The background text is obnoxious, and the menu interface for disabling it is even more obnoxious. No menu should have a freaking learning curve, and it's possible to escape the menu and drift into nothingness, which can only be solved by resetting, which completely cancels out any feeling of "cleverness" that you might have been trying to create by using the game mechanics for navigating the menu. I consider this a serious design flaw, so 2/5 until it's fixed.
I mean sure, if you're finding you're having to use a spelling you're not used to, that may be a legitimate concern. But you don't have to phrase it like "Why do people always use INFERIOR AMERICAN SPELLING OF NOT REAL ENGLISH BECAUSE IT IS NOT IN ENGLAND WHERE PEOPLE SPEAK REAL ENGLISH BECAUSE MY SUPERIOR ENGLISH-SPEAKING ENGLISH COUNTRY IS CALLED ENGLAND AND IS THEREFORE AUTOMATICALLY RIGHT REGARDING ALL THINGS ENGLISH AND ENGLISH-RELATED."
Ok, I hate to sound like an elitist American dick, but this is directed purely at the elitist UK dicks: There are 55,000,000 English speakers in the UK. There are 280,000,000 English speakers in the US. I'm sorry we tend to exert greater control over the language that is named after your country. Get over it. If you wanted us to spell "color" with a "u" so badly you should have been nicer to us in the sixteenth century.
Ok, I like the concept of the game, but I think my complaint echoes what a lot of other people are saying: there are some really, REALLY obscure things in the built-in level pack, and quite frankly it's pissing me off. A logic game that requires a walkthrough to complete is not a very well designed logic game.
Haha, you all fail at gravitational physics. If you're INSIDE a celestial body, the net gravitational force it exerts on you decreases depending on how far you are below the surface. If you were at the exact center of a planet, the gravity would be zero. So yes, the increasing gravity makes perfect sense. If you don't believe me, check out the mathematical proof: http://en.wikipedia.org/wiki/Shell_theorem
The character development is almost non-existent.
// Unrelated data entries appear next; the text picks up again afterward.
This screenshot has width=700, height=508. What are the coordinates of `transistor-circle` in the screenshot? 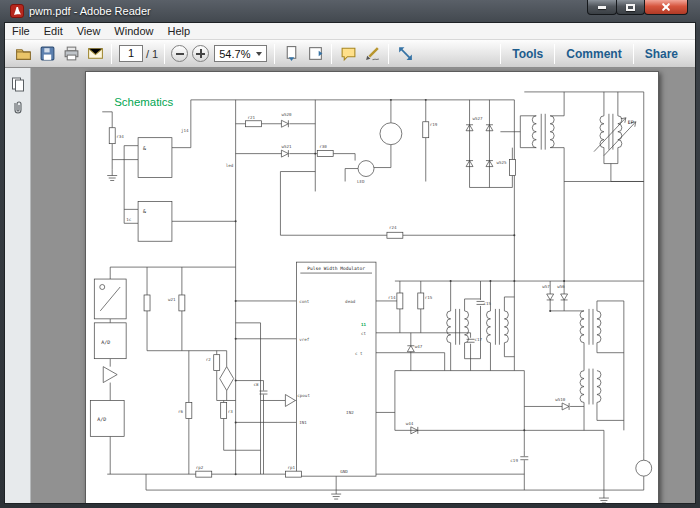 It's located at (391, 134).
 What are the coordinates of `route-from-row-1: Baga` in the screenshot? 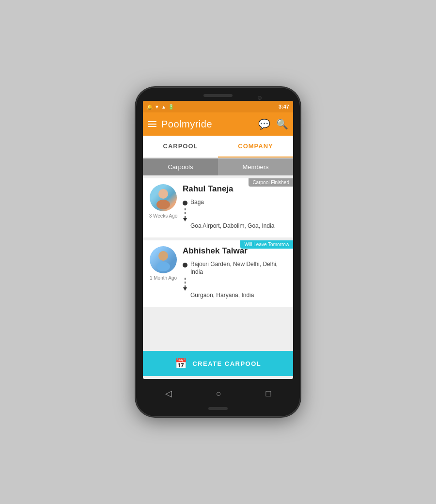 It's located at (235, 203).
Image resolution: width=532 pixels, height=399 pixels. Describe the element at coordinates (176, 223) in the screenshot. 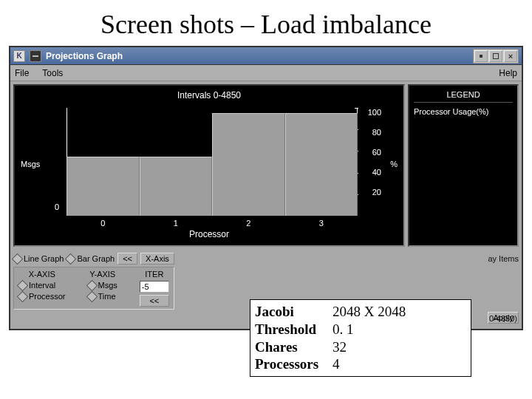

I see `xtick-1: 1` at that location.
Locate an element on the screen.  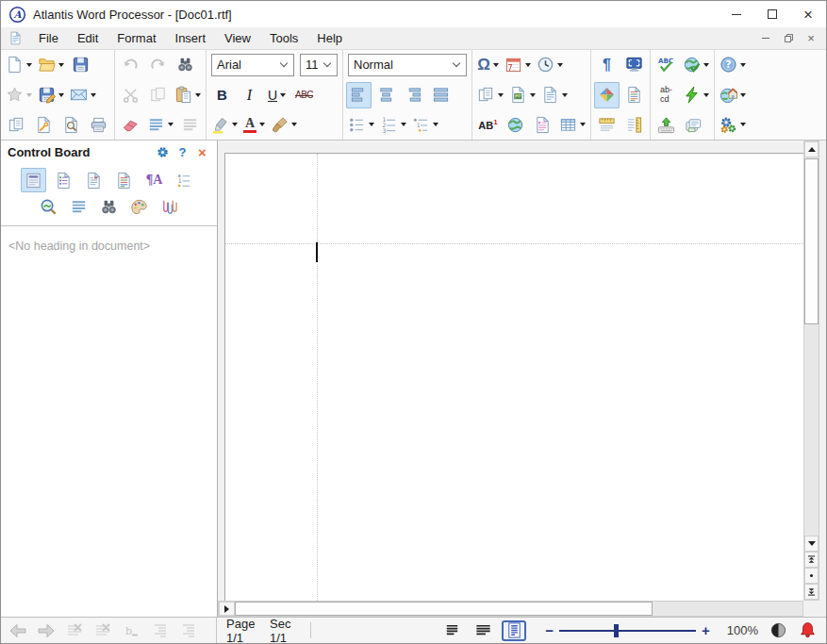
new-document-button is located at coordinates (19, 65).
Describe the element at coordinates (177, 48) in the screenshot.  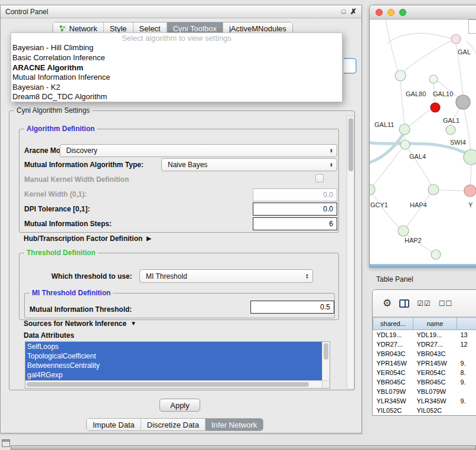
I see `dropdown-item-bayesian-hill-climbing: Bayesian - Hill Climbing` at that location.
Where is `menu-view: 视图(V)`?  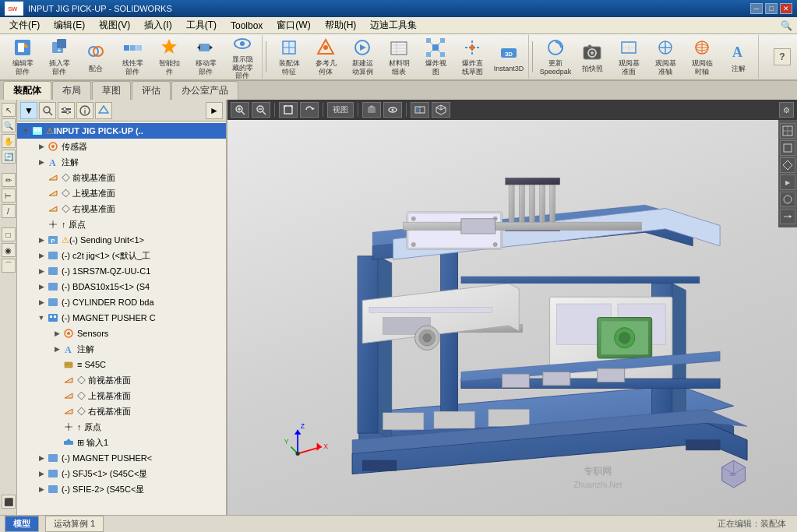
menu-view: 视图(V) is located at coordinates (115, 25).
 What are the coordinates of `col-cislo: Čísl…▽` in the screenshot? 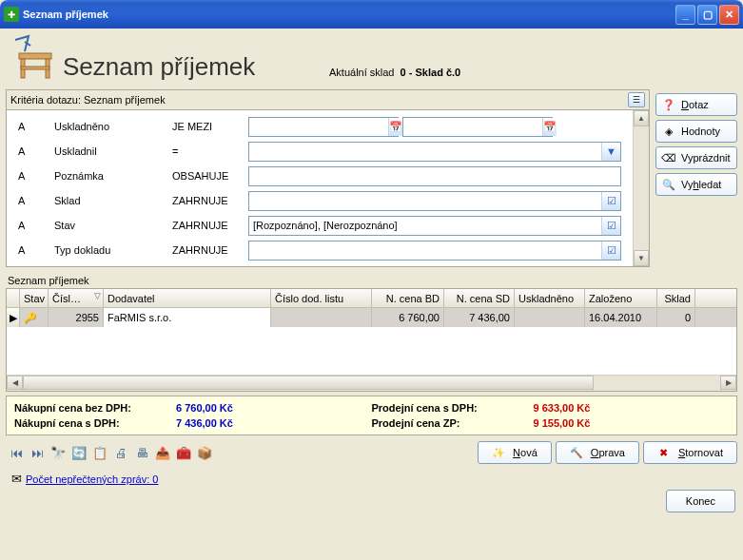 It's located at (76, 299).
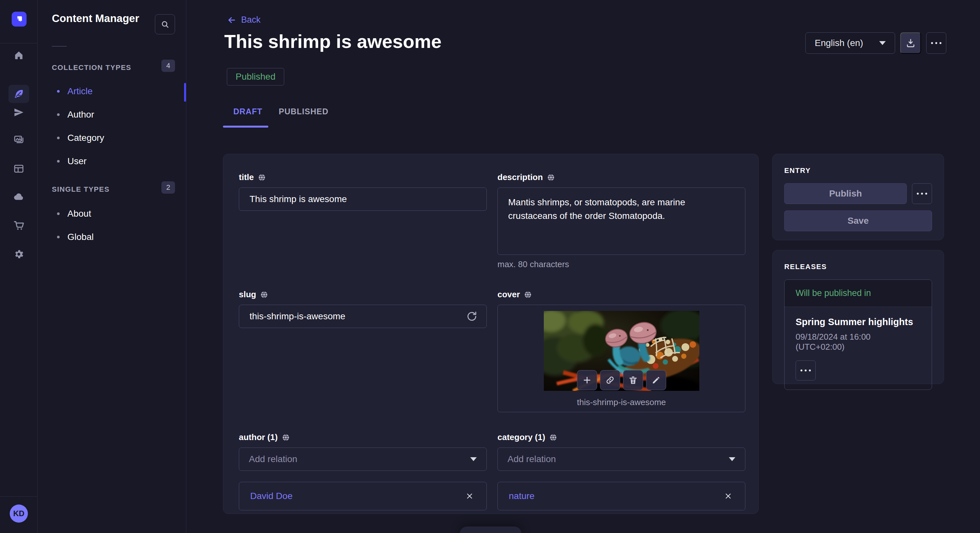 Image resolution: width=980 pixels, height=533 pixels. Describe the element at coordinates (75, 91) in the screenshot. I see `sidebar-item-article: Article` at that location.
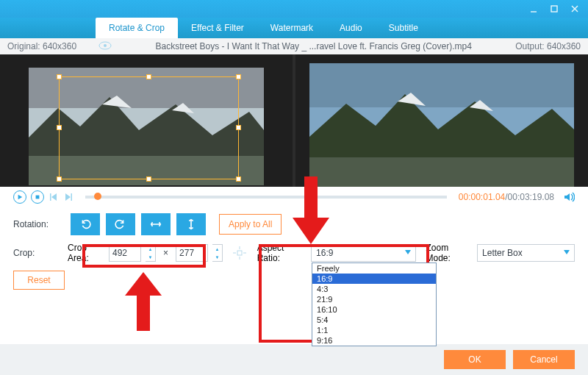  Describe the element at coordinates (450, 253) in the screenshot. I see `zoom-mode-label: Zoom Mode:` at that location.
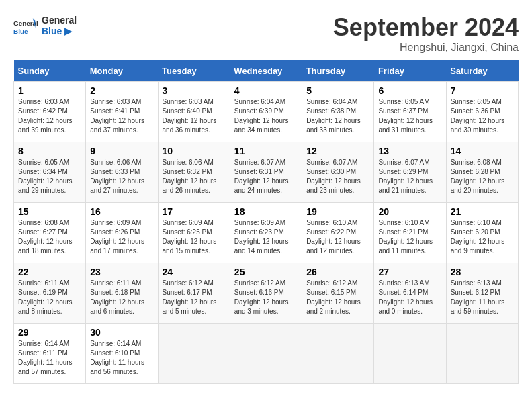 This screenshot has width=532, height=411. Describe the element at coordinates (122, 354) in the screenshot. I see `calendar-day-30: 30 Sunrise: 6:14 AM Sunset: 6:10 PM Dayl…` at that location.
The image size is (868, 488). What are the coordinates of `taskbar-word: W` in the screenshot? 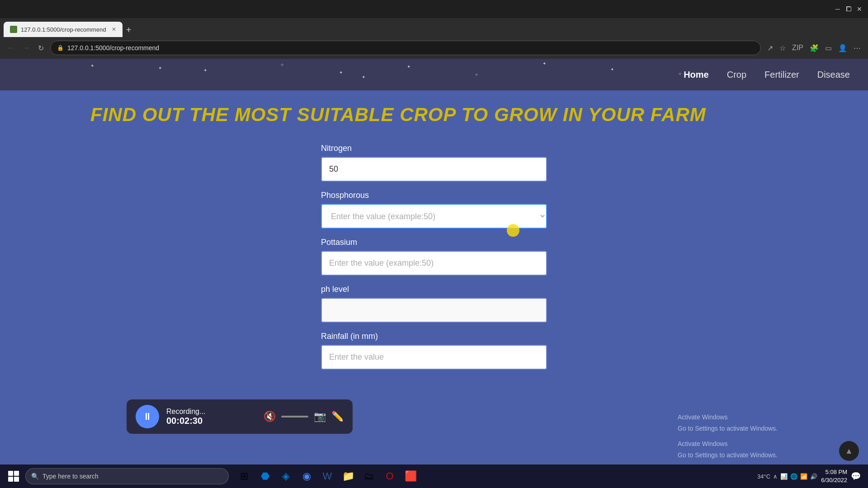 It's located at (327, 476).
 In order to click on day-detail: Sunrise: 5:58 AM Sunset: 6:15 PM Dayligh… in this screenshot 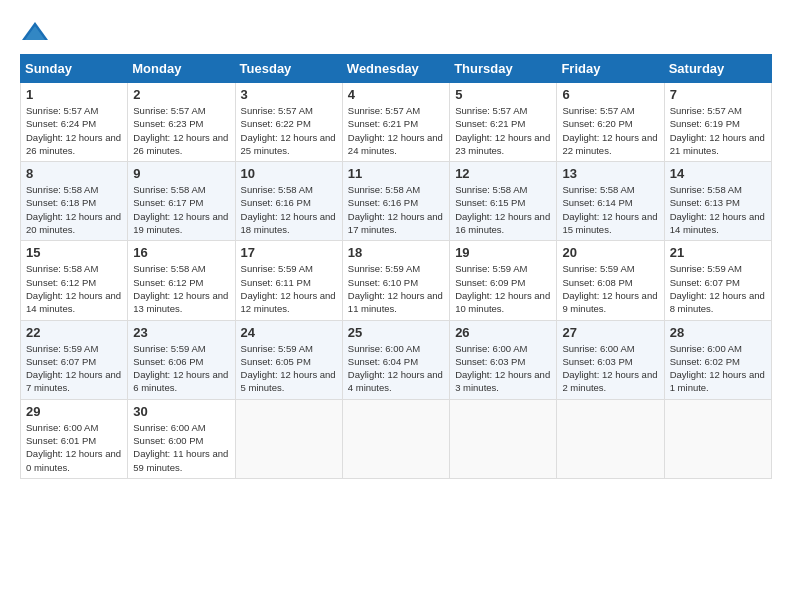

Nera is angry, Sisy is annoying (oh wait i mean "perky"), and Gely, aside from being two-faced, has no personality at all, and there's really nothing more that can be said. The dialog is cliche, obnoxious, unfunny, and unbelievable. But if I squint my eyes and pretend I'm playing a console RPG from the mid-90's I can kind of ignore all that, and the combat system is actually pretty neat. So...4/5
This is a good game. Strategy tip: I find it much easier to have a lot of low-level letters than too many high-level ones, so I don't find myself fishing for words containing "z" or "x" all the time. "Q" is nice, though.
Why can't you select all your units at once? Why do my units randomly refuse to move when it's really important, like when a barrage of tanks is raining down on my advance scout? Why do my clicks keep selecting existing units instead of deploying new ones?
The deus ex machina hidden platforms of suck in level 17 made me want to throw my monitor out the window because 1) the level is virtually impossible to solve without the walkthrough; even if you know the platforms are there you need a feel for exactly WHERE they are or you'll overshoot and roll right off them, and 2) my solution (attempting to scale the wall by building up a lot of spin and rolling up it) would have been a much cleverer use of the game's physics engine.